Market
Toffee in Singapore is a shelf-stable packaged confectionery product predominantly supplied through commercial imports and sold as prepacked food in retail and foodservice. Importation of processed food is regulated by the Singapore Food Agency (SFA) and requires a customs permit via TradeNet before goods arrive. Prepacked toffee sold in Singapore must comply with SFA food labelling requirements (including ingredient/additive declarations and local business details), with recent labelling amendments taking effect on 30 January 2026. Singapore generally treats confectionery as non-dutiable (outside the four dutiable categories), but import GST applies at the prevailing rate on imports.
Market RoleImport-dependent consumer market (net importer)
Domestic RoleConsumer packaged confectionery sold in Singapore through retail and foodservice channels, with market entry typically handled by local importers/distributors under SFA processed food controls.
SeasonalityYear-round availability driven by continuous import supply and shelf-stable storage conditions.
Risks
Regulatory Compliance HighNon-compliance with Singapore’s SFA requirements (e.g., prepacked food labelling, ingredient/additive declarations, or import permit/registration requirements) can result in detention, refusal of import, or products not being allowed for sale—especially as labelling amendments took effect on 30 January 2026.Run a pre-shipment compliance review against SFA labelling guidance and additive permissibility (including allergens and sweeteners), and ensure TradeNet declarations include required SFA registration details and supporting documents when triggered.
Food Safety MediumSFA conducts risk-based sampling and regulatory testing of imported food; products failing regulatory limits (e.g., contaminants or non-permitted additives) may be stopped from import or sale.Maintain supplier COAs and consider pre-import laboratory testing at accredited labs for higher-risk SKUs or new suppliers; verify additives via SFA tools and limits before first shipment.
Logistics MediumFreight-rate volatility and incidental charges can affect landed cost for packaged confectionery; import GST is payable on the taxable value basis used for imports, increasing cash-flow exposure for importers.Use forward freight agreements or contracted rates where feasible, optimize shipment consolidation, and evaluate GST schemes/deferral options where eligible.
Religious Claim MediumIf a toffee product is marketed as halal in Singapore, halal assurance for imports depends on certification by MUIS-recognised foreign halal certification bodies; weak documentation or unclear certification may trigger buyer rejection or reputational risk in halal-sensitive channels.Confirm halal certification provenance and maintain auditable documentation aligned with MUIS FHCB recognition expectations for imported products.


▸ **Work order**:
If a line of the data below contains the string "chart", copy it into your answer.

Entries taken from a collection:

______

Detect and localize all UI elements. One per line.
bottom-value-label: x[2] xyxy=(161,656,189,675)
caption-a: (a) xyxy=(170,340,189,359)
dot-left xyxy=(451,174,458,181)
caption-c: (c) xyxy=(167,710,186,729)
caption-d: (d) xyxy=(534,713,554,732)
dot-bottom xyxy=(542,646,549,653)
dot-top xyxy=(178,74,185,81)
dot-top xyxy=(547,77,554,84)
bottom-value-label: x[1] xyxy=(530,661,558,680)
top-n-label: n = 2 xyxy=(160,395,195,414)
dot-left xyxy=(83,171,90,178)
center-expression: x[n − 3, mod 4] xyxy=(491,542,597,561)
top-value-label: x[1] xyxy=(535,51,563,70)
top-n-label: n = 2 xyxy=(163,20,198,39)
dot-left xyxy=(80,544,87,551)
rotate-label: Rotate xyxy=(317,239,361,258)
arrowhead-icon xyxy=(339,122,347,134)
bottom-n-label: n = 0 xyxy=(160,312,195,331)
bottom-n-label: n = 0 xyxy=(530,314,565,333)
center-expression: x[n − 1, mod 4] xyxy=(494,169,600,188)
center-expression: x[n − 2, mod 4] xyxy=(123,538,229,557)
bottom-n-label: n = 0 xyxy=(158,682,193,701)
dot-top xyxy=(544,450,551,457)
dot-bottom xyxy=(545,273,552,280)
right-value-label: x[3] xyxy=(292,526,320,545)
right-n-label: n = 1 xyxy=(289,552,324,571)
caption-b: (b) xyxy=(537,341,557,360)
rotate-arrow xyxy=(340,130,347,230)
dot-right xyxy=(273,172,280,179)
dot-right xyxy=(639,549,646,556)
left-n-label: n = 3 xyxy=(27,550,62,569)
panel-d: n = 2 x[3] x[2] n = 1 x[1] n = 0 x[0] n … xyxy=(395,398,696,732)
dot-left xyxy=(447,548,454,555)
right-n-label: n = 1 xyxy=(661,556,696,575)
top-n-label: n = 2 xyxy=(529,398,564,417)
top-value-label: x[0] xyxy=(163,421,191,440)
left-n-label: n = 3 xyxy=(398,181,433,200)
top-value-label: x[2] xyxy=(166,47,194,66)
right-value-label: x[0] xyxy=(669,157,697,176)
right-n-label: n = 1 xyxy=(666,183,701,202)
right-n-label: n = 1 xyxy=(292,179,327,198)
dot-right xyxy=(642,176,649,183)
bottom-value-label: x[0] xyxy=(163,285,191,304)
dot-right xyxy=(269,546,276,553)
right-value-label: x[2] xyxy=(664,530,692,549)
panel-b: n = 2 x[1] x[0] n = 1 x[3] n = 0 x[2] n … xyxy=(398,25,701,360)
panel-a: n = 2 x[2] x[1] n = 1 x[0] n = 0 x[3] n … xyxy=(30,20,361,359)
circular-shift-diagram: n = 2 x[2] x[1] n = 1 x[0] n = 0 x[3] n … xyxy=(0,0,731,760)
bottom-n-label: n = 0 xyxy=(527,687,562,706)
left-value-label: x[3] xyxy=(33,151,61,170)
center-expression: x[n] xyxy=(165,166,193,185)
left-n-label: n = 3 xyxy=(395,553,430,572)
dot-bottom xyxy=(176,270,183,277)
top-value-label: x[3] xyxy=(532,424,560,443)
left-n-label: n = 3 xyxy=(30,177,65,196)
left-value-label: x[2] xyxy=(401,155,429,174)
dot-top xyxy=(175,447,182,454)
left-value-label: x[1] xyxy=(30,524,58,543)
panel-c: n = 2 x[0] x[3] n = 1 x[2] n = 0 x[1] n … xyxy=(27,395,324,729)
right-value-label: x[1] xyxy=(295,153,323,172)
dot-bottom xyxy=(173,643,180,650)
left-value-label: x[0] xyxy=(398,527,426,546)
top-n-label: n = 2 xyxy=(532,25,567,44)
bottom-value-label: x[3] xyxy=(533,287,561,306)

______

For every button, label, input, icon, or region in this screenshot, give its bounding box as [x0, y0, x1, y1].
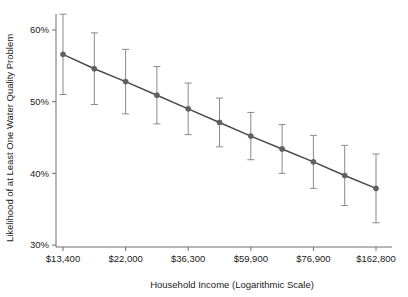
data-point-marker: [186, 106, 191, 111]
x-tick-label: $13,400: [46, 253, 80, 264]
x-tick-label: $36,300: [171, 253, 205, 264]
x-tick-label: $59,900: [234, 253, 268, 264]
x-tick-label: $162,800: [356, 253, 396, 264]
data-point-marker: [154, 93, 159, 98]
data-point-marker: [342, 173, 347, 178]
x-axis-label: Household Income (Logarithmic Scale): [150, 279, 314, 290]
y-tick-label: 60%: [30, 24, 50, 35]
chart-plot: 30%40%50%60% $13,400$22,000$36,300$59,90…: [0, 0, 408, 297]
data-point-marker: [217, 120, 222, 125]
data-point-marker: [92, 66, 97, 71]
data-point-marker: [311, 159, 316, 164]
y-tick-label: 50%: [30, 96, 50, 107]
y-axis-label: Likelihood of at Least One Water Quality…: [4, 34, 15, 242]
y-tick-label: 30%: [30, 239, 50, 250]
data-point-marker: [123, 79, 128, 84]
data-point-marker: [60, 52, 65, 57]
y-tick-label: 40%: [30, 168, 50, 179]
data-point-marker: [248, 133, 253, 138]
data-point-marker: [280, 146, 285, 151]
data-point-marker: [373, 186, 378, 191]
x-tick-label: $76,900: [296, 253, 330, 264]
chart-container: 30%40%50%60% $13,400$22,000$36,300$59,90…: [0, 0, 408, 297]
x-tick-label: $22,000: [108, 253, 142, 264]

______

▸ **Your response**:
chart-plot: 30%40%50%60% $13,400$22,000$36,300$59,90…: [0, 0, 408, 297]
chart-container: 30%40%50%60% $13,400$22,000$36,300$59,90…: [0, 0, 408, 297]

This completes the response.